Reference Findtarget
 

reference

 
Search for  
 

1968

Sponsored Links

1968 (MCMLXVIII) was a leap year starting on Monday (link will display full calendar) of the Gregorian calendar. In the west, the year is associated with the protests of 1968.

Events of 1968

January

<strong><a href="http://reference.findtarget.com/search/January 30/" class="wiki">Jan.30</a></strong>: <a href="http://reference.findtarget.com/search/Tet Offensive/" class="wiki">Tet</a> begins.
Jan.30: Tet begins.
  • January 27 – A French submarine sinks in the Mediterranean Sea with 52 men.

February

  • February 19 – The Florida Education Association (FEA) initiates a mass resignation of teachers to protest state funding of education. This is, in effect, the first statewide teachers' strike in the United States.

March

  • March 1 – The "Valle Giulia" student protest in Rome leads to a long period of violent disputes.
  • March 13 – The first Rotaract club is chartered in North Charlotte, North Carolina.
  • March 16Vietnam WarMy Lai massacre: American troops kill scores of civilians. The story will first become public in November 1969 and will help undermine public support for the U.S. efforts in Vietnam.
  • March 1923Afrocentrism, Black power, Vietnam War: Students at Howard University in Washington, D.C., signal a new era of militant student activism on college campuses in the U.S. Students stage rallies, protests and a 5-day sit-in, laying siege to the administration building, shutting down the university in protest over its ROTC program and the Vietnam War, and demanding a more Afrocentric curriculum.

April

  • April 10 – The ferry Wahine strikes a reef at the entrance to Wellington Harbour, New Zealand, with the loss of 53 lives, during Cyclone Giselle, which provides the windiest conditions ever recorded in New Zealand.
  • April 11Josef Bachmann tries to assassinate Rudi Dutschke, leader of the left-wing movement (APO) in Germany, and tries to commit suicide afterwards, failing in both, although Dutschke dies of his brain injuries 11 years later.
  • April 23 – Surgeons at the Hôpital de la Pitié, Paris, perform Europe's first heart transplant, on Clovis Roblain.

May

  • MayMay of '68 is a symbol of the resistance of that generation. Agitations and strikes in Paris lead many youth to believe that a revolution is starting. Student and worker strikes, sometimes referred to as the French May, nearly bring down the French government.
  • May 3 – Patrick Wall's MP speech to the Conservative Association at Leeds University is stopped by a large crowd, and his wife Sheila Wall is knocked to the ground and kicked in ensuing scuffles. Leeds Students President Jack Straw says "this manhandling is deplorable."
  • May 19 – Nigerian forces capture Port Harcourt and form a ring around the Biafrans. This contributes to a humanitarian disaster as the surrounded population already suffers from hunger and starvation.

June


July

August

  • August 18 – Two charter buses push into the Hida River on National Highway Route 41 in Japan, in an accident caused by heavy rain; 104 are killed.

September

  • September 13Albania officially retreats from the Warsaw Pact upon the Soviet Union- led Warsaw Pact invasion of Czechoslovakia. Indeed, Albania had already ceased to participate actively in any Warsaw Pact activity since 1962. Army Maj. Gen. Keith L. Ware, WWII Medal of Honor recipient, is killed when his helicopter is shot down in Viet Nam. He is posthumously awarded the Distinguished Service Cross.

October

  • October 11 – In Panama, a military coup d'état, led by Col. Boris Martinez and Col. Omar Torrijos, overthrows the democratically elected (but highly controversial) government of President Arnulfo Arias. Within a year, Torrijos ousts Martinez and takes charge as de facto Head of Government in Panama.

November

  • November 17 – The Heidi game: NBC cuts off the final 1:05 of an Oakland RaidersNew York Jets football game to broadcast the pre-scheduled Heidi. Fans are unable to see Oakland (which had been trailing 32–29) score 2 late touchdowns to win 43–32; as a result, thousands of outraged football fans flood the NBC switchboards to protest.

December

  • December 22Mao Zedong advocates that educated youth in urban China be re-educated in the country. It marks the start of the "Up to the mountains and down to the villages" movement.

Undated

Ongoing

Births

January–February

March–April

May–June

July–August

September–October

November–December

Unknown dates

Deaths

January–March

April–June


July–September


October–December


Nobel Prizes

Academy Awards


 
Article featured on Wikipedia
Used under the Creative Commons Attribution/Share-Alike License; additional terms may apply.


Problem to work on:
Transcribe the entries below exactly; leave every image out.

Dataset records on visual material
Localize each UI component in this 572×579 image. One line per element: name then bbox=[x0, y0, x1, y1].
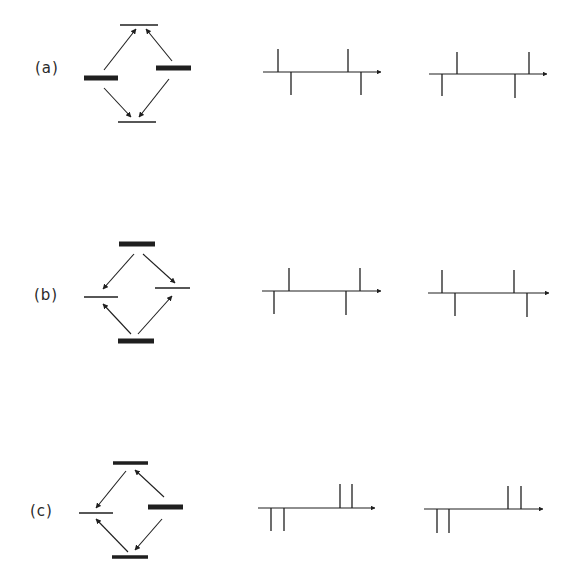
spectrum-2 bbox=[429, 52, 547, 98]
row-b bbox=[84, 244, 549, 341]
transition-arrow bbox=[143, 254, 175, 283]
row-c bbox=[79, 463, 543, 557]
transition-arrow bbox=[138, 296, 172, 334]
energy-level-figure: (a) (b) (c) bbox=[0, 0, 572, 579]
spectrum-1 bbox=[258, 484, 375, 531]
diagram-canvas bbox=[0, 0, 572, 579]
spectrum-1 bbox=[263, 49, 381, 95]
transition-arrow bbox=[104, 29, 136, 70]
transition-arrow bbox=[96, 471, 126, 508]
transition-arrow bbox=[139, 79, 169, 117]
spectrum-1 bbox=[262, 268, 381, 315]
transition-arrow bbox=[146, 29, 172, 61]
transition-arrow bbox=[103, 304, 131, 334]
spectrum-2 bbox=[424, 486, 543, 533]
spectrum-2 bbox=[428, 270, 549, 317]
transition-arrow bbox=[103, 254, 134, 289]
level-diagram bbox=[84, 244, 190, 341]
transition-arrow bbox=[135, 519, 162, 550]
transition-arrow bbox=[96, 519, 128, 552]
row-a bbox=[84, 25, 547, 122]
transition-arrow bbox=[104, 88, 131, 117]
transition-arrow bbox=[135, 470, 164, 497]
level-diagram bbox=[79, 463, 183, 557]
level-diagram bbox=[84, 25, 191, 122]
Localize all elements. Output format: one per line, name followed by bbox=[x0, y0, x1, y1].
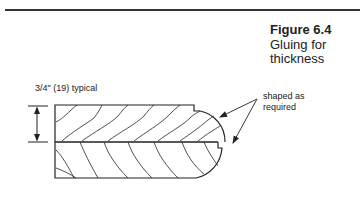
board-drawing bbox=[0, 0, 360, 206]
dimension-arrow bbox=[28, 106, 48, 142]
bottom-board-grain bbox=[56, 142, 218, 178]
bottom-board bbox=[55, 142, 222, 178]
leader-arrows bbox=[220, 99, 257, 143]
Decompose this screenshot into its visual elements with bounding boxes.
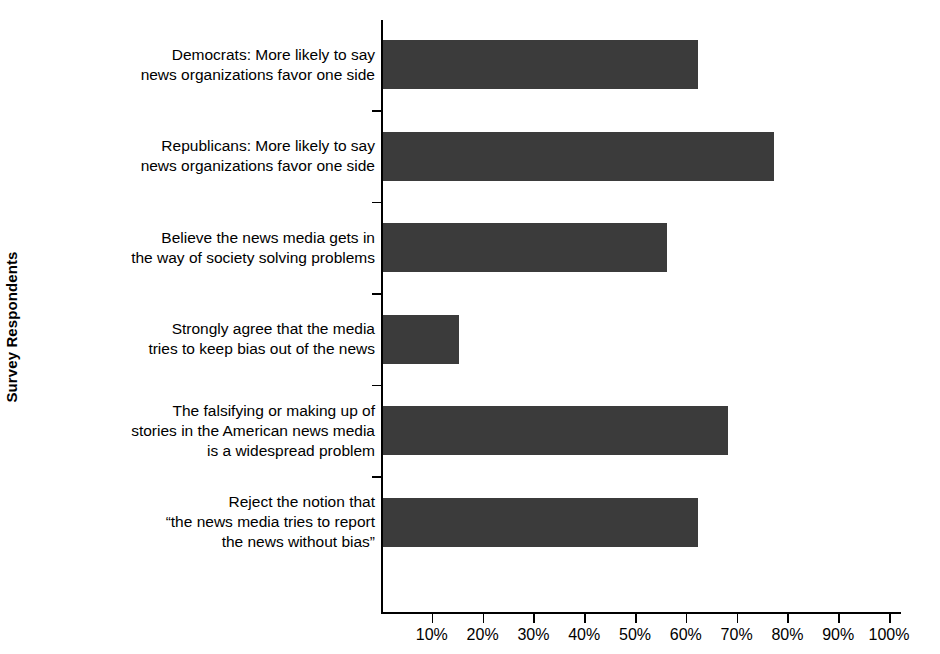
x-axis-tick-label: 90% <box>822 626 854 644</box>
x-axis-tick-label: 60% <box>670 626 702 644</box>
category-label: Believe the news media gets in the way o… <box>28 228 375 268</box>
x-axis-tick-label: 70% <box>721 626 753 644</box>
x-axis-tick <box>787 614 789 623</box>
y-axis-title: Survey Respondents <box>0 0 22 654</box>
x-axis-tick <box>584 614 586 623</box>
category-label: The falsifying or making up of stories i… <box>28 401 375 461</box>
bar <box>383 406 728 455</box>
category-label: Strongly agree that the media tries to k… <box>28 319 375 359</box>
x-axis-tick-label: 80% <box>771 626 803 644</box>
x-axis-tick <box>889 614 891 623</box>
x-axis-tick <box>635 614 637 623</box>
y-axis-tick <box>372 202 381 204</box>
x-axis-tick <box>737 614 739 623</box>
x-axis-tick-label: 10% <box>416 626 448 644</box>
bar <box>383 498 698 547</box>
y-axis-tick <box>372 476 381 478</box>
x-axis-tick <box>483 614 485 623</box>
category-label-column: Democrats: More likely to say news organ… <box>28 20 375 614</box>
x-axis-tick <box>686 614 688 623</box>
x-axis-tick-label: 50% <box>619 626 651 644</box>
category-label: Reject the notion that “the news media t… <box>28 492 375 552</box>
category-label: Democrats: More likely to say news organ… <box>28 45 375 85</box>
x-axis-tick-label: 30% <box>517 626 549 644</box>
bar <box>383 132 774 181</box>
bar <box>383 223 667 272</box>
category-label: Republicans: More likely to say news org… <box>28 136 375 176</box>
bar <box>383 315 459 364</box>
plot-area: 10%20%30%40%50%60%70%80%90%100% <box>381 20 921 614</box>
x-axis-tick-label: 100% <box>869 626 910 644</box>
bar-chart: Survey Respondents Democrats: More likel… <box>0 0 940 654</box>
bar <box>383 40 698 89</box>
x-axis-tick-label: 20% <box>467 626 499 644</box>
y-axis-tick <box>372 293 381 295</box>
x-axis-tick <box>533 614 535 623</box>
x-axis-line <box>381 612 901 614</box>
x-axis-tick <box>432 614 434 623</box>
y-axis-tick <box>372 110 381 112</box>
y-axis-tick <box>372 385 381 387</box>
x-axis-tick <box>838 614 840 623</box>
x-axis-tick-label: 40% <box>568 626 600 644</box>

Written solution:
Localize each UI component in this 572×579 image. One line per element: name then bbox=[x0, y0, x1, y1].
spectrum-2 bbox=[429, 52, 547, 98]
row-b bbox=[84, 244, 549, 341]
transition-arrow bbox=[143, 254, 175, 283]
row-c bbox=[79, 463, 543, 557]
transition-arrow bbox=[138, 296, 172, 334]
energy-level-figure: (a) (b) (c) bbox=[0, 0, 572, 579]
spectrum-1 bbox=[258, 484, 375, 531]
diagram-canvas bbox=[0, 0, 572, 579]
spectrum-1 bbox=[263, 49, 381, 95]
transition-arrow bbox=[104, 29, 136, 70]
transition-arrow bbox=[96, 471, 126, 508]
transition-arrow bbox=[139, 79, 169, 117]
spectrum-1 bbox=[262, 268, 381, 315]
transition-arrow bbox=[146, 29, 172, 61]
transition-arrow bbox=[103, 304, 131, 334]
spectrum-2 bbox=[424, 486, 543, 533]
spectrum-2 bbox=[428, 270, 549, 317]
transition-arrow bbox=[103, 254, 134, 289]
level-diagram bbox=[84, 244, 190, 341]
transition-arrow bbox=[135, 519, 162, 550]
transition-arrow bbox=[96, 519, 128, 552]
row-a bbox=[84, 25, 547, 122]
transition-arrow bbox=[104, 88, 131, 117]
transition-arrow bbox=[135, 470, 164, 497]
level-diagram bbox=[79, 463, 183, 557]
level-diagram bbox=[84, 25, 191, 122]
Localize all elements. Output format: one per line, name followed by bbox=[x0, y0, x1, y1].
board-drawing bbox=[0, 0, 360, 206]
dimension-arrow bbox=[28, 106, 48, 142]
bottom-board-grain bbox=[56, 142, 218, 178]
bottom-board bbox=[55, 142, 222, 178]
leader-arrows bbox=[220, 99, 257, 143]
Decompose this screenshot into its visual elements with bounding boxes.
x-axis-tick-label: 90% <box>822 626 854 644</box>
x-axis-tick-label: 60% <box>670 626 702 644</box>
category-label: Believe the news media gets in the way o… <box>28 228 375 268</box>
x-axis-tick-label: 70% <box>721 626 753 644</box>
x-axis-tick <box>787 614 789 623</box>
y-axis-title: Survey Respondents <box>0 0 22 654</box>
x-axis-tick <box>584 614 586 623</box>
category-label: The falsifying or making up of stories i… <box>28 401 375 461</box>
bar <box>383 406 728 455</box>
category-label: Strongly agree that the media tries to k… <box>28 319 375 359</box>
x-axis-tick-label: 80% <box>771 626 803 644</box>
x-axis-tick <box>889 614 891 623</box>
x-axis-tick <box>635 614 637 623</box>
y-axis-tick <box>372 202 381 204</box>
x-axis-tick <box>737 614 739 623</box>
x-axis-tick-label: 10% <box>416 626 448 644</box>
bar <box>383 498 698 547</box>
y-axis-tick <box>372 476 381 478</box>
x-axis-tick <box>483 614 485 623</box>
category-label-column: Democrats: More likely to say news organ… <box>28 20 375 614</box>
x-axis-tick <box>686 614 688 623</box>
x-axis-tick-label: 50% <box>619 626 651 644</box>
category-label: Reject the notion that “the news media t… <box>28 492 375 552</box>
category-label: Democrats: More likely to say news organ… <box>28 45 375 85</box>
x-axis-tick-label: 30% <box>517 626 549 644</box>
bar <box>383 132 774 181</box>
bar <box>383 223 667 272</box>
category-label: Republicans: More likely to say news org… <box>28 136 375 176</box>
bar <box>383 315 459 364</box>
plot-area: 10%20%30%40%50%60%70%80%90%100% <box>381 20 921 614</box>
x-axis-tick-label: 100% <box>869 626 910 644</box>
bar-chart: Survey Respondents Democrats: More likel… <box>0 0 940 654</box>
bar <box>383 40 698 89</box>
x-axis-tick-label: 20% <box>467 626 499 644</box>
y-axis-tick <box>372 293 381 295</box>
x-axis-tick <box>533 614 535 623</box>
x-axis-line <box>381 612 901 614</box>
x-axis-tick <box>432 614 434 623</box>
y-axis-tick <box>372 110 381 112</box>
y-axis-tick <box>372 385 381 387</box>
x-axis-tick <box>838 614 840 623</box>
x-axis-tick-label: 40% <box>568 626 600 644</box>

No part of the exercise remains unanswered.